#poe #humor
So far we have not detected characteristics of Poe's humor that could identify him as "American". It would seem that Poe's sense of humor was very personal or, at best, attributable to a European-style comedy. In reality, if we do not limit ourselves to a superficial impression, we realize that even in Poe we find some humorous elements typical of the most genuine American comic spirit. All his stories, always bizarre, paradoxical, can be considered as tall tales, that is, tales of exaggeration. That General Smith of The Man who was Used up has been reconstructed so well that no one notices his horrific mutilations is an exaggeration. It is an exaggeration that the protagonist of The Spectacles may not realize that the beloved woman is eighty and not twenty-seven, and so on. Again in The Spectacles, another process common to many American humorists is used: misspelling (Madame Lalande's letter).

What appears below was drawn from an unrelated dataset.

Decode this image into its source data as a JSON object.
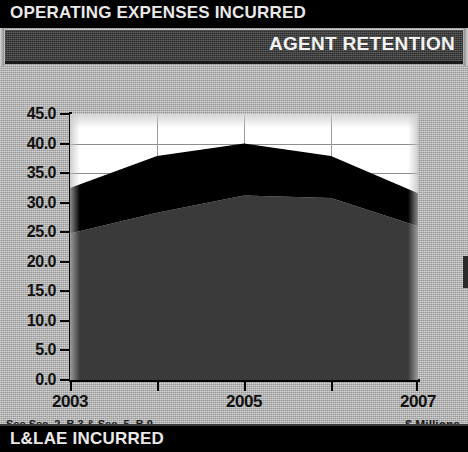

The main feature of American humor is fraud. And on the fraud Poe has based a whole story: Diddling considered as one of the Exact Sciences. The story consists of a series of sketches in which the most common cheats of the time are reproduced. As the title states, the scam is ironically analyzed from a scientific point of view. Man is defined as an "animal that cheats". The general characteristics of the cheater are described with textbook technique:
Interest: - your Diddler is guided by self - interest. He scorns to diddle for the mere sake of the diddle. He has an object in view - his pocket - and yours.

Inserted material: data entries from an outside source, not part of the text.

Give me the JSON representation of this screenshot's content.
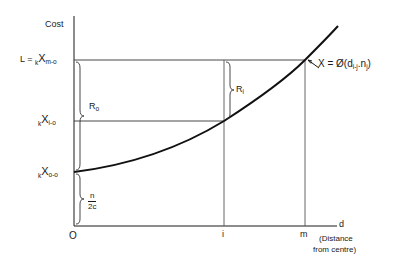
{
  "diagram": {
    "y_axis_label": "Cost",
    "x_axis_label": "d",
    "x_axis_note_line1": "(Distance",
    "x_axis_note_line2": "from centre)",
    "origin_label": "O",
    "x_ticks": [
      {
        "label": "i"
      },
      {
        "label": "m"
      }
    ],
    "y_levels": {
      "top": {
        "prefix": "L = ",
        "k": "k",
        "x": "X",
        "sub": "m-o"
      },
      "mid": {
        "k": "k",
        "x": "X",
        "sub": "i-o"
      },
      "base": {
        "k": "k",
        "x": "X",
        "sub": "o-o"
      }
    },
    "braces": {
      "r0": "R",
      "r0_sub": "o",
      "ri": "R",
      "ri_sub": "i",
      "fraction_num": "n",
      "fraction_den": "2c"
    },
    "curve_annotation": {
      "text": "X = Ø(d",
      "sub1": "i-j",
      "mid": ".n",
      "sub2": "j",
      "close": ")"
    },
    "colors": {
      "line": "#1a1a1a",
      "thin_line": "#333333",
      "background": "#ffffff"
    }
  }
}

In Poe's stories the typical characters of American humor are not present: the Yankee, the Negro, the Backwoodsman etc. However, the American milieu itself emerges from many of his stories. We've already talked about the preacher scene in The Man who was Used up. The preacher's sermon, in fact, is a topos of all American humor. In one of Diddling's sketches considered as one of the Exact Sciences we find the environment of steamboats. It is precisely the same environment as The Adventures of Huckleberry Fin and the cheating of the "found" wallet that takes place there, could be the work of the "duke" and the "king". In another of the sketches, the habit of American families of keeping large Bibles at home is highlighted. Finally, in the last story we intend to deal with, X-ing a Paragrab, the journalistic world is represented, albeit always through the filter of the fantastic deformation operated by Poe's mind.
In "X-ing a Paragrab" the fights between the newspapers are ridiculed. Typographers steal each other's typography fonts, publishers print pieces that, in order to be original at all costs, are absurd (see the passages full of "o" by Mr Touch and go Bullet Head!)
Precisely in this story we find another of the procedures common to American Literary Comedians: the wrong quotation.
What is this world coming to?
The protagonist writes in his newspaper and bursts out:
Oh tempora! Oh Moses!
The quote is repeated by Poe deliberately out of proportion. Literally it would mean “What times! Oh, Moses! "which means nothing. The exact quotation, “O tempora o mores”, from Cicero's Catilinaries, instead means “what times, what customs”.
To confirm Poe's affinities with American humorists, Cunliffe, in his History of American Literature, dedicates several pages to the similarities between E. A. Poe and Mark Twain. The same is the pessimism, the same is the taste for the macabre, the same is the contempt for the crowd. The scene of Colonel Sherburn's attempted lynching in The Adventures of Huckleberry Finn finds a parallel in X-ing's conclusion to Paragrab:
since that publisher was nowhere to be found, they thought for a while about the project of lynching the other one.
In addition to the perfect correspondence of the situation (a village lynching) there is an identical contempt for the mass which, in The Adventures of Huckleberry Finn is stopped by only one man, while in X-ing a Paragrab wants to do violence at all costs regardless of the object.
In summary, while in Poe one does not find the typical characters of American humor, some characteristics of this humor are found in his production:
environments with an American flavor
the fraud
the tall tale
technical procedures such as the use of incorrect spellings or inappropriate citations
As for the placement of Poe's humor within a general theory of comedy, we can certainly make him fall within the Bergsonian comic. Bergson bases much of his comic theory on the concept of rigidity, rigidity that ranges from the physical (the slip on the banana peel to which one has not paid attention) to the spiritual (the rigidity of the fixed idea and the incorrigible vice.)
The protagonist of The Spectacles makes his huge mistake and is duped by the old Lalande out of vanity. He is determined not to wear glasses, he believes that everyone is unaware of his very strong myopia which is instead in the public domain. Bon Bon is affected by the habit of drinking and cannot give up the possibility of making a good deal. The Duke of Omelette is greedy and superb. The editor of X-ing a Paragrab is stubborn and extremely short-tempered.
Bergson thinks that society should mockingly isolate and punish the faults of individuals. This is what Poe does. All the flaws and quirks of his humorous characters make them ridiculous and provoke their misadventures, even if they generally work out for the better. More than aiming at the correction of society, it seems that Poe uses the flaws of his characters to trigger the plot, which is what interests him most. Poe despises society, in our opinion he does not hope to reform it, but he has a lot of fun laughing at it.